East Cleveland became the poster city of declining cities much, as is Detroit Michigan. 

As the middle class tax base moved, East Cleveland became a poorer city.   With a resultant lower tax base, city services as fire and police were reduced.   And the city become somewhat legendary when the criminal element took over the city neighborhoods  in the many abandoned and low priced former family homes.   (And East Cleveland had its share of crooked politicians who took bribes while the city they managed was going down the drain.)




Source of Graph: East Cleveland, A Case Study 

Fortunately, many urban areas like East Cleveland and Cleveland itself are slowly starting to rebound due to some industries and a new industrial base moving back to northeast Ohio.

Perhaps Spike Lee can ponder the good old days in his mansion not located in the neighborhood of his childhood.    And no doubt, old urban neighborhoods have a colorful history for their former and now successful residents who also fled them.  For Spike Lee, the neighborhood provides a good source of stories and yet would the old neighborhood  actually be a place Spike would really like to move back to?  

There are many reasons why people want to relocate to urban areas.  A city could be well run and with a good tax revenue and a civic minded citizenry.  

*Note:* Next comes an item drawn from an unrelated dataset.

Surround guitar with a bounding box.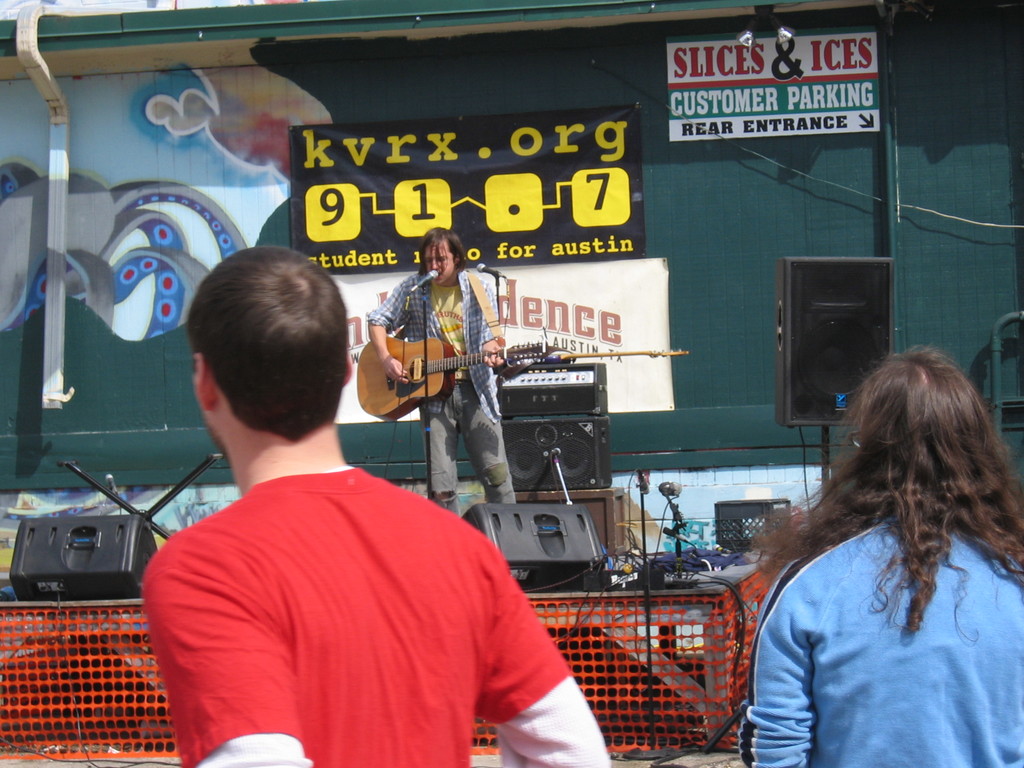
pyautogui.locateOnScreen(517, 343, 689, 364).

There are many advantages to city services, which cannot be beat, which makes it desirable to move to urban areas.    And with the new influx of upper and middle class residents combined with current law-abiding lower income residents, a city could be culturally diversified and responsive to the needs of all its residents not only in the neighborhoods but also in the school systems.  

It is a tragedy that urban residents are being displaced, largely due to poverty caused by a very bad economy.  But it is great that urban areas are becoming revitalized again and if gentrification is what it is needed then it is a good thing.


Perhaps Spike Lee needed to articulate more clearly that today's cities need more financial allowances  to assure that lower income law-abiding residents should not compelled to move out of their neighborhoods.